The Catholic League (, ) was a coalition of Catholic states of the Holy Roman Empire formed 10 July 1609. While initially formed as a confederation to act politically to negotiate issues vis-à-vis the Protestant Union (formed 1608), modelled on the more intransigent ultra-Catholic French Catholic League (1576), it was subsequently concluded as a military alliance "for the defence of the Catholic religion and peace within the Empire". Notwithstanding the league's founding, as had the founding of the Protestant Union, it further exacerbated long standing tensions between the Protestant reformers and the adherents of the Catholic Church which thereafter began to get worse with ever more frequent episodes of civil disobedience, repression, and retaliation that would eventually ignite into the first phase of the Thirty Years' War roughly a decade later with the act of rebellion and calculated insult known as the Second Defenestration of Prague on 23 May 1618.

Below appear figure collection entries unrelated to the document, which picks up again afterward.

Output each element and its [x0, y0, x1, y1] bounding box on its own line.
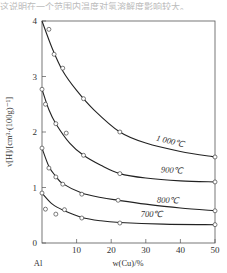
data-point-marker — [64, 131, 68, 135]
data-point-marker — [40, 87, 44, 91]
x-tick-label: 30 — [141, 245, 151, 255]
data-point-marker — [80, 216, 84, 220]
data-point-marker — [116, 198, 120, 202]
data-point-marker — [54, 175, 58, 179]
data-point-marker — [82, 153, 86, 157]
data-point-marker — [80, 192, 84, 196]
data-point-marker — [43, 207, 47, 211]
x-tick-label: 10 — [72, 245, 82, 255]
curve-label: 800℃ — [157, 194, 181, 205]
data-point-marker — [82, 97, 86, 101]
y-tick-label: 4 — [33, 16, 38, 26]
x-tick-label: 50 — [211, 245, 221, 255]
y-tick-label: 0 — [33, 238, 38, 248]
data-point-marker — [61, 182, 65, 186]
data-point-marker — [40, 146, 44, 150]
y-tick-label: 2 — [33, 127, 38, 137]
hydrogen-solubility-chart: 012341020304050 1 000℃900℃800℃700℃ v[H]/… — [0, 0, 227, 273]
curve-label: 900℃ — [161, 164, 185, 176]
data-point-marker — [62, 208, 66, 212]
data-point-marker — [52, 52, 56, 56]
y-axis-label: v[H]/[cm³·(100g)⁻¹] — [4, 97, 14, 167]
data-point-marker — [47, 166, 51, 170]
y-tick-label: 3 — [33, 72, 38, 82]
data-point-marker — [54, 122, 58, 126]
data-point-marker — [118, 221, 122, 225]
y-tick-label: 1 — [33, 183, 38, 193]
data-point-marker — [40, 191, 44, 195]
x-axis-label: w(Cu)/% — [112, 258, 143, 268]
curve-label: 700℃ — [141, 209, 165, 219]
data-point-marker — [213, 155, 217, 159]
series-line — [42, 89, 215, 182]
data-point-marker — [213, 180, 217, 184]
x-tick-label: 40 — [176, 245, 186, 255]
data-point-marker — [213, 223, 217, 227]
series-curves — [42, 21, 215, 225]
data-point-marker — [213, 209, 217, 213]
data-point-marker — [43, 102, 47, 106]
data-point-marker — [118, 172, 122, 176]
series-line — [42, 21, 215, 157]
x-tick-label: 20 — [107, 245, 117, 255]
data-markers — [40, 27, 217, 226]
x-origin-label-al: Al — [34, 258, 43, 268]
data-point-marker — [61, 66, 65, 70]
data-point-marker — [54, 212, 58, 216]
data-point-marker — [47, 27, 51, 31]
series-line — [42, 148, 215, 211]
data-point-marker — [118, 130, 122, 134]
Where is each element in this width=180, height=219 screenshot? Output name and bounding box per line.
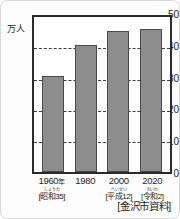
bar-slot-2020 bbox=[140, 17, 162, 172]
bar-2020[interactable] bbox=[140, 29, 162, 172]
x-axis-era-1960: [昭和35] bbox=[35, 192, 69, 201]
x-axis-year-value-2020: 2020 bbox=[142, 175, 162, 186]
x-axis-year-1980: 1980 bbox=[69, 176, 103, 187]
bar-slot-2000 bbox=[107, 17, 129, 172]
x-axis-label-1980: 1980 bbox=[69, 176, 103, 204]
x-axis-era-wrap-1960: しょうわ [昭和35] bbox=[35, 188, 69, 201]
y-axis-unit-label: 万人 bbox=[7, 22, 24, 35]
plot-area bbox=[32, 15, 172, 174]
bar-slot-1960 bbox=[42, 17, 64, 172]
x-axis-year-value-1960: 1960 bbox=[38, 175, 58, 186]
source-caption: [金沢市資料] bbox=[117, 198, 171, 213]
x-axis-year-1960: 1960年 bbox=[35, 176, 69, 187]
x-axis-year-suffix-1960: 年 bbox=[58, 178, 65, 185]
bar-slot-1980 bbox=[75, 17, 97, 172]
x-axis-year-2000: 2000 bbox=[102, 176, 136, 187]
bar-2000[interactable] bbox=[107, 31, 129, 172]
bar-1960[interactable] bbox=[42, 76, 64, 172]
population-bar-chart-figure: 万人 50 40 30 20 10 0 19 bbox=[0, 0, 180, 219]
bar-group bbox=[34, 17, 170, 172]
x-axis-label-1960: 1960年 しょうわ [昭和35] bbox=[35, 176, 69, 204]
x-axis-year-value-2000: 2000 bbox=[109, 175, 129, 186]
x-axis-year-2020: 2020 bbox=[136, 176, 170, 187]
x-axis-year-value-1980: 1980 bbox=[75, 175, 95, 186]
bar-1980[interactable] bbox=[75, 45, 97, 172]
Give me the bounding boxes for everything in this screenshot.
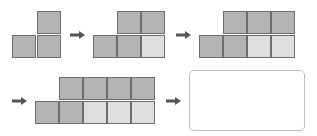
right-arrow-icon	[12, 97, 27, 105]
square-dark	[12, 35, 36, 58]
square-dark	[35, 101, 59, 124]
right-arrow-icon	[166, 97, 181, 105]
square-light	[247, 35, 271, 58]
square-dark	[37, 35, 61, 58]
square-light	[131, 101, 155, 124]
square-light	[107, 101, 131, 124]
square-dark	[37, 11, 61, 34]
square-dark	[271, 11, 295, 34]
square-light	[141, 35, 165, 58]
square-dark	[247, 11, 271, 34]
square-dark	[223, 11, 247, 34]
square-dark	[117, 35, 141, 58]
square-dark	[223, 35, 247, 58]
answer-box[interactable]	[189, 70, 305, 131]
square-dark	[83, 77, 107, 100]
square-dark	[59, 101, 83, 124]
square-light	[271, 35, 295, 58]
square-dark	[59, 77, 83, 100]
square-dark	[93, 35, 117, 58]
square-dark	[199, 35, 223, 58]
square-light	[83, 101, 107, 124]
right-arrow-icon	[176, 31, 191, 39]
square-dark	[131, 77, 155, 100]
square-dark	[107, 77, 131, 100]
square-dark	[117, 11, 141, 34]
square-dark	[141, 11, 165, 34]
right-arrow-icon	[70, 31, 85, 39]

Bruno sought to justify the rebellion of the Saxons and the election of the first anti-king, Rudolf, and to show how by his oppressive government King Henry had forfeited any right to rule, both for himself and his dynasty. Bruno also devoted considerable attention to Henry’s dispute with Pope Gregory VII, ten of whose letters he reproduced in his history. But while supporting the pope against the king, he made clear, both in his own words and through letters which he copied, that the German rebels were deeply disappointed by the Gregory’s absolution of Henry at Canossa in December 1076, and his attempt to remain neutral after the more intransigent rebels had elected a rival king at Forchheim in March 1077. Bruno was at pains to stress that this election was conducted with the full knowledge and involvement of a papal legate, and indeed followed the standards of probity laid down by canon law.
Elorza co-authoredtogether with Pérez Arregui a memorandum, aimed for the Carlist executive; it marked his turn towards more intransigent position. He declared the entire process unfair and since executed along republican lines, doomed for failure;Elorza and Pérez were highly critical of the process because 1) autonomy marginalized the traditional path of “restauración foral”; 2) it helped to republicanize Vascongadas; 3) neither Republic nor Alfonsine monarchy could have re- implemented proper order, and the Traditionalist Monarchy was able to achieve it, Santiago de Pablo, El carlismo guipuzcoano y el Estatuto Vasco, [in:] Bilduma 2 (1988), p. 200 the document called for Comunión Tradicionalista not to appoint its representatives,Elorza and Pérez considered 3 options: 1) frontal opposition; 2) appointment of delegates; 3) refusal to join on the ground of unjust party representation and sending memorandum how statute should look like. They eventually settled for the last one, De Pablo 1988, pp. 199-202 to demand “reintegración foral” as the only proper acknowledgement of Basque aspirations,unlike Blinkhorn or Estornes some scholars claim that the principal reason for Carlist doubts about the statute were not religious issues, but presumed incompatibility between autonomy and foralism, De Pablo 1988, p. 206.